Привлеките широкий спектр мнений

1. Gregory Moorehead, Richard Ference, and Chris Neck, “Group Decision Fiascoes Continue: Space Shuttle Challenger and a Revised Groupthink Framework,” Human Relations 44, no. 6 (1991).

2. Andrew Hargadon, How Breakthroughs Happen: The Surprising Truth About How Companies Innovate (Harvard Business School Press, 2003).

3. Steven Johnson, Where Good Ideas Come From: The Natural History of Innovation (Riverhead Books, 2010).

4. Scott E. Page, The Difference: How the Power of Diversity Creates Better Groups, Firms, Schools, and Societies (Princeton University Press, 2007).

5. Steven Johnson, Where Good Ideas Come From: The Natural History of Everything (Riverhead Books, 2010).

6. The classic study on how professionals find jobs is Mark S. Granovetter’s “The Strength of Weak Ties,” American Journal of Sociology 78, no. 6 (May 1973).

7. Duncan Watts, Small Worlds: The Science of a Connected Age (W. W. Norton, 2004).

8. Ronald S. Burt, “The Social Origins of Good Ideas,” manuscript, October 2002, www.analytictech.com/mb709/readings/burt_SOGI.pdf. Clay Shirky describes.

9. Karim R. Lakhani, Lars Bo Jeppesen, Peter A. Lohse, and Jill A. Panetta, “The Value of Openness in Scientific Problem Solving,” Harvard Business School Working Paper Number 07-050, January 2007.

10. Brian Uzzi and Jarrett Spiro, “Collaboration and Creativity: The Small World Problem,” American Journal of Sociology 111, no. 2 (September 2005).

11. Daniel Kahneman, Thinking, Fast and Slow (Farrar, Straus and Giroux, 2011).

12. David Rock, “Managing with the Brain in Mind,” strategy+business 56 (Autumn 2009).

13. Ronald Heifetz and Martin Linksy, Leadership on the Line: Staying Alive Through the Dangers of Leading (Harvard Business School Press, 2002).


**PROBLEM TO WORK ON:** Every record listed below should be copied exactly.

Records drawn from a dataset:
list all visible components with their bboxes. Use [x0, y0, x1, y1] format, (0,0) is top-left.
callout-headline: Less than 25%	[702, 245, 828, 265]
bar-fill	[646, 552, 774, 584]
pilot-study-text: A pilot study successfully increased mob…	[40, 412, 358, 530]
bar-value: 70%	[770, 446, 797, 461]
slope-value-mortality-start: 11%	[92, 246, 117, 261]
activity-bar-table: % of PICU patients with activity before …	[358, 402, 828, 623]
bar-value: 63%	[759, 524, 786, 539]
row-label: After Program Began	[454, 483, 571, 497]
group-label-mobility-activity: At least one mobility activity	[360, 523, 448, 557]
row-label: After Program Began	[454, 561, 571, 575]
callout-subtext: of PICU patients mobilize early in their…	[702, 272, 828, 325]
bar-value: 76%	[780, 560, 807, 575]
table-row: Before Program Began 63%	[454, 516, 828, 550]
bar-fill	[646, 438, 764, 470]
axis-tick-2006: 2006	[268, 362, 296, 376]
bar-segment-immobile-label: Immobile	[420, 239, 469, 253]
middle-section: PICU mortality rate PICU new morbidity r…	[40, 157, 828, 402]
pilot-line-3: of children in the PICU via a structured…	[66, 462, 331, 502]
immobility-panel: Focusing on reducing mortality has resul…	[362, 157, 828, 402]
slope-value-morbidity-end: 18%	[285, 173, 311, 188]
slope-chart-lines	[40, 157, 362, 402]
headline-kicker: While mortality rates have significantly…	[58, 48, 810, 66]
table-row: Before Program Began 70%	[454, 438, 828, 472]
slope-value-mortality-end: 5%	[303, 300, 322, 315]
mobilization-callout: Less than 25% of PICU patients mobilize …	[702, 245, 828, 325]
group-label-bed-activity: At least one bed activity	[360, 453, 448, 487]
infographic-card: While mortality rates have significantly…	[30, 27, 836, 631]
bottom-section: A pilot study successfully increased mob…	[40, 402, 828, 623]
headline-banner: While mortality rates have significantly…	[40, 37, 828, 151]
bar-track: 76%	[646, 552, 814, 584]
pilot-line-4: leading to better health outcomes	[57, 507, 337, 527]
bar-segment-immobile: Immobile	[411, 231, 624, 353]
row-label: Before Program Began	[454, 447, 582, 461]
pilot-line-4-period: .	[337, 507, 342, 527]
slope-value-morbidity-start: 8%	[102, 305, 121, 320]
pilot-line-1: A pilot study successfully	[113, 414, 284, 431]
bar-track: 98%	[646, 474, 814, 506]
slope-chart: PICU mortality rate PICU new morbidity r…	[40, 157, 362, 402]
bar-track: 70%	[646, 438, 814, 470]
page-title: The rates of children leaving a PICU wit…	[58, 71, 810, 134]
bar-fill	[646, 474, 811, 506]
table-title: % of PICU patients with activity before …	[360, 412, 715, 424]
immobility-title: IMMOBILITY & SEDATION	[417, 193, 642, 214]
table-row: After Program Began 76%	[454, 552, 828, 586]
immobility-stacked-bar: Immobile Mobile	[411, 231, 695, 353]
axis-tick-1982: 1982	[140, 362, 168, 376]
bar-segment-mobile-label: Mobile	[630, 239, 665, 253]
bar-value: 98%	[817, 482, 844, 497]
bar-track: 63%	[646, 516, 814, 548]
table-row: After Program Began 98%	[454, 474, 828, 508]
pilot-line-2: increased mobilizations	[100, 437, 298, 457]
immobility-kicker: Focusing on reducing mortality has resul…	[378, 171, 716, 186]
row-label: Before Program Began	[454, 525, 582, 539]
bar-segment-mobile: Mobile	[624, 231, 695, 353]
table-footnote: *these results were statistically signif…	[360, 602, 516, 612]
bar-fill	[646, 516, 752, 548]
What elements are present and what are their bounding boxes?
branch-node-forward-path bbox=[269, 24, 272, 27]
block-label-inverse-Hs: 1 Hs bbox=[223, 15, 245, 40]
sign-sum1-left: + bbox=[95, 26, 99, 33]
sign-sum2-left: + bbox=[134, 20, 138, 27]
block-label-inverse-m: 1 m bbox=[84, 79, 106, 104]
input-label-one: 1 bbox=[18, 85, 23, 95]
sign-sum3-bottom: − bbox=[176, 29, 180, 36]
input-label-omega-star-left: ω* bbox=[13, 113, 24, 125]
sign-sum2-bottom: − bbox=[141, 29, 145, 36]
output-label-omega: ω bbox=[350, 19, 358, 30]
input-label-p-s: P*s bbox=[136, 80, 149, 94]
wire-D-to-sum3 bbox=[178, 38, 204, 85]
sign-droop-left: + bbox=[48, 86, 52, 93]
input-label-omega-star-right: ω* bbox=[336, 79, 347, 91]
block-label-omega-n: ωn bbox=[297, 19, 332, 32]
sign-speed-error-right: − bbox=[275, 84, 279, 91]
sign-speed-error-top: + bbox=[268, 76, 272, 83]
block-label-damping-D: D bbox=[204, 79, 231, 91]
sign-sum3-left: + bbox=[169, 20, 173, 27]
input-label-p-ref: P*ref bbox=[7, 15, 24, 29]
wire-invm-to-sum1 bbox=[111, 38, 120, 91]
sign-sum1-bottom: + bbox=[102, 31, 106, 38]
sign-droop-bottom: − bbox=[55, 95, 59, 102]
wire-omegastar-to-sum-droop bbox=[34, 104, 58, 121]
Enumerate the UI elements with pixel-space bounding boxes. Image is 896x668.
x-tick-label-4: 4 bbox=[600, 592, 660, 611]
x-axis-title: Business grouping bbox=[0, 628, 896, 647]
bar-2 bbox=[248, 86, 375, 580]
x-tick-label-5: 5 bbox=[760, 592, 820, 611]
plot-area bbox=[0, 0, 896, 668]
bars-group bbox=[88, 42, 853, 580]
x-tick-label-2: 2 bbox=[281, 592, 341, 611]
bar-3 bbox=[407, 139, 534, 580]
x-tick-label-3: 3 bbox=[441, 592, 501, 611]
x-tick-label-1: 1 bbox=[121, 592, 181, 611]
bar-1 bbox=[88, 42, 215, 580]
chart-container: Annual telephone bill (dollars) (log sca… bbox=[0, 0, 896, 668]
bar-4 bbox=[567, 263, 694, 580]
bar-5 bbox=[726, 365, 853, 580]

**ANSWER TO THIS TASK:**
list all visible components with their bboxes. Use [x0, y0, x1, y1] format, (0,0) is top-left.
callout-headline: Less than 25%	[702, 245, 828, 265]
bar-fill	[646, 552, 774, 584]
pilot-study-text: A pilot study successfully increased mob…	[40, 412, 358, 530]
bar-value: 70%	[770, 446, 797, 461]
slope-value-mortality-start: 11%	[92, 246, 117, 261]
activity-bar-table: % of PICU patients with activity before …	[358, 402, 828, 623]
bar-value: 63%	[759, 524, 786, 539]
row-label: After Program Began	[454, 483, 571, 497]
group-label-mobility-activity: At least one mobility activity	[360, 523, 448, 557]
row-label: After Program Began	[454, 561, 571, 575]
callout-subtext: of PICU patients mobilize early in their…	[702, 272, 828, 325]
bar-value: 76%	[780, 560, 807, 575]
table-row: Before Program Began 63%	[454, 516, 828, 550]
bar-fill	[646, 438, 764, 470]
axis-tick-2006: 2006	[268, 362, 296, 376]
bar-segment-immobile-label: Immobile	[420, 239, 469, 253]
middle-section: PICU mortality rate PICU new morbidity r…	[40, 157, 828, 402]
pilot-line-3: of children in the PICU via a structured…	[66, 462, 331, 502]
immobility-panel: Focusing on reducing mortality has resul…	[362, 157, 828, 402]
slope-value-morbidity-end: 18%	[285, 173, 311, 188]
slope-chart-lines	[40, 157, 362, 402]
headline-kicker: While mortality rates have significantly…	[58, 48, 810, 66]
table-row: Before Program Began 70%	[454, 438, 828, 472]
slope-value-mortality-end: 5%	[303, 300, 322, 315]
mobilization-callout: Less than 25% of PICU patients mobilize …	[702, 245, 828, 325]
group-label-bed-activity: At least one bed activity	[360, 453, 448, 487]
infographic-card: While mortality rates have significantly…	[30, 27, 836, 631]
bottom-section: A pilot study successfully increased mob…	[40, 402, 828, 623]
headline-banner: While mortality rates have significantly…	[40, 37, 828, 151]
bar-track: 76%	[646, 552, 814, 584]
pilot-line-4: leading to better health outcomes	[57, 507, 337, 527]
bar-segment-immobile: Immobile	[411, 231, 624, 353]
row-label: Before Program Began	[454, 447, 582, 461]
pilot-line-4-period: .	[337, 507, 342, 527]
slope-value-morbidity-start: 8%	[102, 305, 121, 320]
pilot-line-1: A pilot study successfully	[113, 414, 284, 431]
bar-track: 98%	[646, 474, 814, 506]
slope-chart: PICU mortality rate PICU new morbidity r…	[40, 157, 362, 402]
bar-track: 70%	[646, 438, 814, 470]
page-title: The rates of children leaving a PICU wit…	[58, 71, 810, 134]
bar-fill	[646, 474, 811, 506]
table-title: % of PICU patients with activity before …	[360, 412, 715, 424]
immobility-title: IMMOBILITY & SEDATION	[417, 193, 642, 214]
table-row: After Program Began 76%	[454, 552, 828, 586]
immobility-stacked-bar: Immobile Mobile	[411, 231, 695, 353]
axis-tick-1982: 1982	[140, 362, 168, 376]
bar-segment-mobile-label: Mobile	[630, 239, 665, 253]
bar-value: 98%	[817, 482, 844, 497]
bar-track: 63%	[646, 516, 814, 548]
table-row: After Program Began 98%	[454, 474, 828, 508]
pilot-line-2: increased mobilizations	[100, 437, 298, 457]
immobility-kicker: Focusing on reducing mortality has resul…	[378, 171, 716, 186]
row-label: Before Program Began	[454, 525, 582, 539]
bar-segment-mobile: Mobile	[624, 231, 695, 353]
table-footnote: *these results were statistically signif…	[360, 602, 516, 612]
bar-fill	[646, 516, 752, 548]
What elements are present and what are their bounding boxes?
branch-node-forward-path bbox=[269, 24, 272, 27]
block-label-inverse-Hs: 1 Hs bbox=[223, 15, 245, 40]
sign-sum1-left: + bbox=[95, 26, 99, 33]
sign-sum2-left: + bbox=[134, 20, 138, 27]
block-label-inverse-m: 1 m bbox=[84, 79, 106, 104]
input-label-one: 1 bbox=[18, 85, 23, 95]
sign-sum3-bottom: − bbox=[176, 29, 180, 36]
input-label-omega-star-left: ω* bbox=[13, 113, 24, 125]
sign-sum2-bottom: − bbox=[141, 29, 145, 36]
output-label-omega: ω bbox=[350, 19, 358, 30]
input-label-p-s: P*s bbox=[136, 80, 149, 94]
wire-D-to-sum3 bbox=[178, 38, 204, 85]
sign-droop-left: + bbox=[48, 86, 52, 93]
input-label-omega-star-right: ω* bbox=[336, 79, 347, 91]
block-label-omega-n: ωn bbox=[297, 19, 332, 32]
sign-speed-error-right: − bbox=[275, 84, 279, 91]
sign-speed-error-top: + bbox=[268, 76, 272, 83]
block-label-damping-D: D bbox=[204, 79, 231, 91]
sign-sum3-left: + bbox=[169, 20, 173, 27]
input-label-p-ref: P*ref bbox=[7, 15, 24, 29]
wire-invm-to-sum1 bbox=[111, 38, 120, 91]
sign-sum1-bottom: + bbox=[102, 31, 106, 38]
sign-droop-bottom: − bbox=[55, 95, 59, 102]
wire-omegastar-to-sum-droop bbox=[34, 104, 58, 121]
Enumerate the UI elements with pixel-space bounding boxes. Image is 896x668.
x-tick-label-4: 4 bbox=[600, 592, 660, 611]
x-axis-title: Business grouping bbox=[0, 628, 896, 647]
bar-2 bbox=[248, 86, 375, 580]
x-tick-label-5: 5 bbox=[760, 592, 820, 611]
plot-area bbox=[0, 0, 896, 668]
bars-group bbox=[88, 42, 853, 580]
x-tick-label-2: 2 bbox=[281, 592, 341, 611]
bar-3 bbox=[407, 139, 534, 580]
x-tick-label-3: 3 bbox=[441, 592, 501, 611]
x-tick-label-1: 1 bbox=[121, 592, 181, 611]
bar-1 bbox=[88, 42, 215, 580]
chart-container: Annual telephone bill (dollars) (log sca… bbox=[0, 0, 896, 668]
bar-4 bbox=[567, 263, 694, 580]
bar-5 bbox=[726, 365, 853, 580]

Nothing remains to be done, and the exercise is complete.